TB: My most recent co-authored books: Teaching Writing in the Twenty-First Century and Administering Writing Programs in the Twenty-First Century. I’ve written and published various articles on online education, and my colleagues and I won an award for our portfolio assessment of eComp (the online program I created and oversee at UNM) that was published in Computers and Composition. My most recent forthcoming chapter is about offering professional development for digital composition, which is the blending of multimodal composition and multimodal course design.
RR : What makes you come alive when you’re teaching?

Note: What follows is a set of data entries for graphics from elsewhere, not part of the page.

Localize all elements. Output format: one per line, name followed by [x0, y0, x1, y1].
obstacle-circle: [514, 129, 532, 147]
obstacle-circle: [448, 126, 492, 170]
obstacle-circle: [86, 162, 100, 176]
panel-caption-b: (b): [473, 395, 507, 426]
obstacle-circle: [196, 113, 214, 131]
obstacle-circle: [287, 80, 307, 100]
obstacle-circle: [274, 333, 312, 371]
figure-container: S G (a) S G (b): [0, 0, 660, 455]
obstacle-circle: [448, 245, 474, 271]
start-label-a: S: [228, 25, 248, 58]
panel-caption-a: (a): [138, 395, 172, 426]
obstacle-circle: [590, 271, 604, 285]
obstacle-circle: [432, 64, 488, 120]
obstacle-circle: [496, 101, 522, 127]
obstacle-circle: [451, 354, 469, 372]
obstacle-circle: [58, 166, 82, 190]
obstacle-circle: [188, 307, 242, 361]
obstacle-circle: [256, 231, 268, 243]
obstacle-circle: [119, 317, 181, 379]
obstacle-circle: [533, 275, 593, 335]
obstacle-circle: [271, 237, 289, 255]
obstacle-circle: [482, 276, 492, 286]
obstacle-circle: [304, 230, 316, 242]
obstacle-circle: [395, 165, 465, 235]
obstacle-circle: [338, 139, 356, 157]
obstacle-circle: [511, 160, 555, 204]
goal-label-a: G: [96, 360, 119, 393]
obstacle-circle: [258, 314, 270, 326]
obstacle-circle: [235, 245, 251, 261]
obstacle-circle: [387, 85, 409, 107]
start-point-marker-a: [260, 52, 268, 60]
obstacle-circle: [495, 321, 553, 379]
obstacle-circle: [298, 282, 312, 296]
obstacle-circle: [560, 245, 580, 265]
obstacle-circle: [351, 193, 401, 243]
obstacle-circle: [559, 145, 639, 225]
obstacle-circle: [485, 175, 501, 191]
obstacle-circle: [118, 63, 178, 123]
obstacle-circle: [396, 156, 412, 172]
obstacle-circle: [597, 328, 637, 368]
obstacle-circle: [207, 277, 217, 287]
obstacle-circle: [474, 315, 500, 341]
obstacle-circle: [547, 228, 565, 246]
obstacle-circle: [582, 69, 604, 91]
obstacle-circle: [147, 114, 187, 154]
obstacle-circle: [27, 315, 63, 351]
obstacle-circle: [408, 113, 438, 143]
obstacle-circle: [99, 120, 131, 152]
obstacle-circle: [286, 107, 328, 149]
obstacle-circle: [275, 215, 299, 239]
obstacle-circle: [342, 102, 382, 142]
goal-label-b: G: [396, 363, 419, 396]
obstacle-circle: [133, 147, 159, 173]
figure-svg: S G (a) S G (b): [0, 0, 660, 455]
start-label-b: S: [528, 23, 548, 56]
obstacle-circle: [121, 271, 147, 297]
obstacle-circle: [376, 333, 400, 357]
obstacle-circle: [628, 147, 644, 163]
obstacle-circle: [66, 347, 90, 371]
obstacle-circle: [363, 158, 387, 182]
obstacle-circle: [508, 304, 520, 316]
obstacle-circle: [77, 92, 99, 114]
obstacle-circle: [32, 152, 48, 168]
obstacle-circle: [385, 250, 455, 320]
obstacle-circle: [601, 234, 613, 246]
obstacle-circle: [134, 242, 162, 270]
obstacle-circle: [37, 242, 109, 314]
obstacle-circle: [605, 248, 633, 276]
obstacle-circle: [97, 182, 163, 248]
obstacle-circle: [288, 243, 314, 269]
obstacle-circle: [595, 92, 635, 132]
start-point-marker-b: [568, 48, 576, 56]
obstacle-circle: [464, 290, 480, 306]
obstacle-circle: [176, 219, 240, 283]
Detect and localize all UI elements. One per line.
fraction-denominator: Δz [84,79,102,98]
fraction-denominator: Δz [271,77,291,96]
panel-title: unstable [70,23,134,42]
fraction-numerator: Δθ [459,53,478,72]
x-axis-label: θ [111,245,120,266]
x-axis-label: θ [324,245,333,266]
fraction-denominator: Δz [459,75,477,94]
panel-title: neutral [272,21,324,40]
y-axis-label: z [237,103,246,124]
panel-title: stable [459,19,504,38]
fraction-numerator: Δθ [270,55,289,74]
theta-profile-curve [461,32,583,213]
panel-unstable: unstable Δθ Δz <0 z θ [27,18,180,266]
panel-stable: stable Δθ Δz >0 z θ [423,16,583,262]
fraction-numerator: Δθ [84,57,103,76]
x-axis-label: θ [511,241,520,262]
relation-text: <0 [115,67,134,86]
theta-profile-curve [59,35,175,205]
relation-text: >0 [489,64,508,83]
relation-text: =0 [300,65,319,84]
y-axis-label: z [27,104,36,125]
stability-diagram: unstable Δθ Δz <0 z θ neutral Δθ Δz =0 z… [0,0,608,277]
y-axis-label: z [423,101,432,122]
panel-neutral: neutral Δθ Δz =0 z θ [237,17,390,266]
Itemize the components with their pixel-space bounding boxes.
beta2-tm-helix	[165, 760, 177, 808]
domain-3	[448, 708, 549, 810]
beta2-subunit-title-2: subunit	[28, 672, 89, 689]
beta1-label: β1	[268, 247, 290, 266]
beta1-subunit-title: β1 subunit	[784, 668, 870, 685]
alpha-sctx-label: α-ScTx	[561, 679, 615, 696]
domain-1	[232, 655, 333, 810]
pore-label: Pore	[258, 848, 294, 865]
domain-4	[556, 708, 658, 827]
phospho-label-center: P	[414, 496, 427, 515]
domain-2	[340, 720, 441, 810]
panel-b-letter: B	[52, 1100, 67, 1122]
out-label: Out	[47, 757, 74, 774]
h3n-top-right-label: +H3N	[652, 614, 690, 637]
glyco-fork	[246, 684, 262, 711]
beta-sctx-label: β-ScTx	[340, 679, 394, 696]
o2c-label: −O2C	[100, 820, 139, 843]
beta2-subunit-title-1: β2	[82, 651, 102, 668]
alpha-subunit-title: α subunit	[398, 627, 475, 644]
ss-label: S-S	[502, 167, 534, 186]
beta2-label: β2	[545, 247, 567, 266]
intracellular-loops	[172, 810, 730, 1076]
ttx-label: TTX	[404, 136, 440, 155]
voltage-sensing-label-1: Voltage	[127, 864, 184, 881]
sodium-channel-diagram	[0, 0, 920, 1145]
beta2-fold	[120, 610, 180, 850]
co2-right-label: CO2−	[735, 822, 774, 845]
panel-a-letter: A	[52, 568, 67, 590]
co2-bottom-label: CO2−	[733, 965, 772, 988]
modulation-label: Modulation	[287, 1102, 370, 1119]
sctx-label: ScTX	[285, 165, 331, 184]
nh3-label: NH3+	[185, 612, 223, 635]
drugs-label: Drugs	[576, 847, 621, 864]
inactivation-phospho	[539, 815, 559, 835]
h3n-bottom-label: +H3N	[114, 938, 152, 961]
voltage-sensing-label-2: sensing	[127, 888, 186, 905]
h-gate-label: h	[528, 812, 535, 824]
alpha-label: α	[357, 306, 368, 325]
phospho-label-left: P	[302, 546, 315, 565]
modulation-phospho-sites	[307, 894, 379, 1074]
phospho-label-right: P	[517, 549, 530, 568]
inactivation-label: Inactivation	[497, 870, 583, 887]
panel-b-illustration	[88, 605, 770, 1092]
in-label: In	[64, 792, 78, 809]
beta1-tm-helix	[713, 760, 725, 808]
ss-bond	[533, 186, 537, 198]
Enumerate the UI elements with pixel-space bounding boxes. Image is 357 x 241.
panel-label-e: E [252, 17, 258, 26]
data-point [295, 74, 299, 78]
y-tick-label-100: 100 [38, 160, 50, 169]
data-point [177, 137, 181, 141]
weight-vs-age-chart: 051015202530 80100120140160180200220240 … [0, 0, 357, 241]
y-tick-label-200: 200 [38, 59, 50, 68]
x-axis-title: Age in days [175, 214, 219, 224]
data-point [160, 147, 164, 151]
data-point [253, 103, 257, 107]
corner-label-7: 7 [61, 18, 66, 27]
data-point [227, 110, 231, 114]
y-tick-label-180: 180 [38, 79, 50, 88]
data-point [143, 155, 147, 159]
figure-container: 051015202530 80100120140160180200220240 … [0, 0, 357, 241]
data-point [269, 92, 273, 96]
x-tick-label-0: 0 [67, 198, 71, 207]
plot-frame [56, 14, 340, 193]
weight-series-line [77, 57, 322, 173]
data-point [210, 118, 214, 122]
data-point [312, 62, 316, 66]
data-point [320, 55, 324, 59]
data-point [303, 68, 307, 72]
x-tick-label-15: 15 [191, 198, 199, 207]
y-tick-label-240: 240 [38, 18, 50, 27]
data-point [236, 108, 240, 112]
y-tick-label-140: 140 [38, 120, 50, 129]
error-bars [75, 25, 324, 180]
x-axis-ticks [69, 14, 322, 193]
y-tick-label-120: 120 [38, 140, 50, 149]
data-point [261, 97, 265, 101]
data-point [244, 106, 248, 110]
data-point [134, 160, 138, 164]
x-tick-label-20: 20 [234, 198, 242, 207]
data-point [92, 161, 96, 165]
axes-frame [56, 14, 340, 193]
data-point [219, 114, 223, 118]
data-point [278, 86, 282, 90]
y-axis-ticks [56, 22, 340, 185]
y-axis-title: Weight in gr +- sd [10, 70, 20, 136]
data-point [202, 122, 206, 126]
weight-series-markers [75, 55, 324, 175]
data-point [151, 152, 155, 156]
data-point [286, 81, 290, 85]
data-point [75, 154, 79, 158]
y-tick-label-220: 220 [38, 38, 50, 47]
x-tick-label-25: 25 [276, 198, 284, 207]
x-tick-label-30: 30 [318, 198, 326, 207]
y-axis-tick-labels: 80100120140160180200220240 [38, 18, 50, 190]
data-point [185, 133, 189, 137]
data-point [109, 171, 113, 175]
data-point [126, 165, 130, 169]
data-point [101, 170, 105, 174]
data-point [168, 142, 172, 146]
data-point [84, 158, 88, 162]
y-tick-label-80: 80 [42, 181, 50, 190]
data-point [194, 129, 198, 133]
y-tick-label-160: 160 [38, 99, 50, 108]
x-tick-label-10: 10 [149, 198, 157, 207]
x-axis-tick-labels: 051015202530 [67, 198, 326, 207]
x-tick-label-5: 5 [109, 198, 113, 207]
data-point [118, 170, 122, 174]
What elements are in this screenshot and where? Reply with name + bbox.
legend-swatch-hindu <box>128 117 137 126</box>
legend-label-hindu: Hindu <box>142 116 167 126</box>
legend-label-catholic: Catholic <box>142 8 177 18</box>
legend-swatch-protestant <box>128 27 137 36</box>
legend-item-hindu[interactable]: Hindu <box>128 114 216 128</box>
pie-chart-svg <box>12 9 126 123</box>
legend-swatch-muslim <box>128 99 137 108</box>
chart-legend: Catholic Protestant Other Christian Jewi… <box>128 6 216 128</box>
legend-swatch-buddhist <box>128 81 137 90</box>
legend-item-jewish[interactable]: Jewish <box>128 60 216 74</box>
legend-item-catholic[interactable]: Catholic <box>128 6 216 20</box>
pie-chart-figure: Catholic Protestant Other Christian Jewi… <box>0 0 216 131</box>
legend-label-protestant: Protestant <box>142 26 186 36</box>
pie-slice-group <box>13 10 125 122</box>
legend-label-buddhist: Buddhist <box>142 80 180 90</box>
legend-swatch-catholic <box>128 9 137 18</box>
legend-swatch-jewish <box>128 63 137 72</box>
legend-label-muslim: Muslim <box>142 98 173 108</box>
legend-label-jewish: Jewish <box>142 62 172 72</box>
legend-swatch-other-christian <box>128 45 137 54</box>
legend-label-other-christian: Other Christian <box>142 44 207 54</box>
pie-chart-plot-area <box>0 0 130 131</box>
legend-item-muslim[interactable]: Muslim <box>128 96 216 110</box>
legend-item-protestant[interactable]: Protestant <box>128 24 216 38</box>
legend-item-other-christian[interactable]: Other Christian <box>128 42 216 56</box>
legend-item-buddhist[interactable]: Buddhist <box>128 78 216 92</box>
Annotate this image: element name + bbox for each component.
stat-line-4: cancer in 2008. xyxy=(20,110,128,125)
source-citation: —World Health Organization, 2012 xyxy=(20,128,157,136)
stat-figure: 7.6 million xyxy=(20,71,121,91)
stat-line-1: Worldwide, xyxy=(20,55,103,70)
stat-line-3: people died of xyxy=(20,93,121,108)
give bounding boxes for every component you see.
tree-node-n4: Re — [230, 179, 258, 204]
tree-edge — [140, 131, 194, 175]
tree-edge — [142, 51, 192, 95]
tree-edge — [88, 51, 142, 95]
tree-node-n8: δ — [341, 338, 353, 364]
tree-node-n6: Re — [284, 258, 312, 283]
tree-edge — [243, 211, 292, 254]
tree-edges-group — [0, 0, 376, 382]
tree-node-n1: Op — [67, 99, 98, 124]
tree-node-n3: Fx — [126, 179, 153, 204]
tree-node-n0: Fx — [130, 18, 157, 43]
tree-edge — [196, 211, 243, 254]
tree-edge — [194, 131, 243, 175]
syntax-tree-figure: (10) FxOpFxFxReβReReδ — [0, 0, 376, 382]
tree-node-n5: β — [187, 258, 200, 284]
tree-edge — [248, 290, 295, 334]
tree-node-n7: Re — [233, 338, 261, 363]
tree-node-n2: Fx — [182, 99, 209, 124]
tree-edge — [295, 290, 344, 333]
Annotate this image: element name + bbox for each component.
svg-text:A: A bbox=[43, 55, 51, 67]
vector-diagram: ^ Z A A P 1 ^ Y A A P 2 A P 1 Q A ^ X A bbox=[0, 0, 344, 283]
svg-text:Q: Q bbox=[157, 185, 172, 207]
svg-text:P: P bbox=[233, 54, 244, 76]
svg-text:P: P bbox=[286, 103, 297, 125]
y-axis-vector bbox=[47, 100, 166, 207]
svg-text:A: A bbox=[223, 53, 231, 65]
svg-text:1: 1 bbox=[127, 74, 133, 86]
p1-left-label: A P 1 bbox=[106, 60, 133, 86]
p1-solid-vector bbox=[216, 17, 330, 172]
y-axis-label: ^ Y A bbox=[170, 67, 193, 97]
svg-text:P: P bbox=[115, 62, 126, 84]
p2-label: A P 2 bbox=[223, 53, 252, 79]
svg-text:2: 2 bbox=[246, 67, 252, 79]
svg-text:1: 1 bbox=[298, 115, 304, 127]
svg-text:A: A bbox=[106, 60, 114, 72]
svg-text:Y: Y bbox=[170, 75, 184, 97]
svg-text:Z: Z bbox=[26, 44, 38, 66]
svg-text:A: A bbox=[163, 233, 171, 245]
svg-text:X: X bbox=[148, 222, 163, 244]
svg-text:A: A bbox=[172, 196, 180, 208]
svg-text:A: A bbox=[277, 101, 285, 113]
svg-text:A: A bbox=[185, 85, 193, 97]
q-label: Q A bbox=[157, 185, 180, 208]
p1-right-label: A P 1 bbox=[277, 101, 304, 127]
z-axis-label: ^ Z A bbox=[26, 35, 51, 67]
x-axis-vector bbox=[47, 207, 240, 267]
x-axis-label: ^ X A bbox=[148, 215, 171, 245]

I also learn a lot from my graduate [student] instructors from the interesting ways they teach and the new ideas they bring to their courses. In fact, when I first came to UNM, I was insistent that graduate instructors had control over their own curriculum, with professional development from me in the form of a practicum/pedagogy course that teaches them effective practices of teaching online. This is one element that defines eComp and makes it inherently different than the Writers’ Studio at ASU. We didn't have graduate instructors at ASU, only lecturers. I believe that graduate instructors are the future of our field, and I hope the professional development I provide can guide them in their endeavors.
The courses at ASU are also based heavily in multimodality. I often joke that ASU was like a post-doc for me because I didn't know what multimodal composition was until I was hired there. I still think it was like a crash course, as I only thought about assignments and how they could be multimodal in that students were creating podcasts, videos, and websites. Now I realize that multimodality in online education is about assignments and course design. Students have varying learning styles and require information in different formats. I try to design my courses using UDL and UX principles for greater access to the course and content within while encouraging my students to think critically about the technology they are using. At the same time, I have to consider the rhetoricity of the online space. Why am I, the instructor, using certain technology? What challenges and affordances does the technology provide? More importantly, I need to make sure that the technology and media within the course is accessible for all students.
TB: That you will have to spend time in the course to be successful. You have to put in just as much if not more time in the online course because you’ll have to be motivated to learn, make and work toward goals, and keep track of progress. Online students have to be prepared to take control of their learning, to figure out things like technology, and to reach out when they need help. Of course, the teacher is there to guide them and coach them along; however, much of the online course requires students to find information for themselves and do the research. Reading is a huge component of online learning. Even in a highly multimodal class that utilizes media, students are still reading a lot. Read and watch everything more than once if you have to, and reach out to the instructors when you need help or are falling behind.
See our Selection of Online Courses
About the writer: Rick Robb has been at UNM since 2006 as an undergraduate, grad student and for ten years, taught first and second-year college writing courses in-person and online. He has been with UNM Online since early 2020.
[1] All lecturers, clinician educators, adjunct faculty on a current contract, and tenure-track and tenured faculty who have already taught at least one fully online course are eligible for a variety of awards with one recipient selected for Online Teacher of the Year and a monetary award of $1,250 from the Center for Teaching and Learning.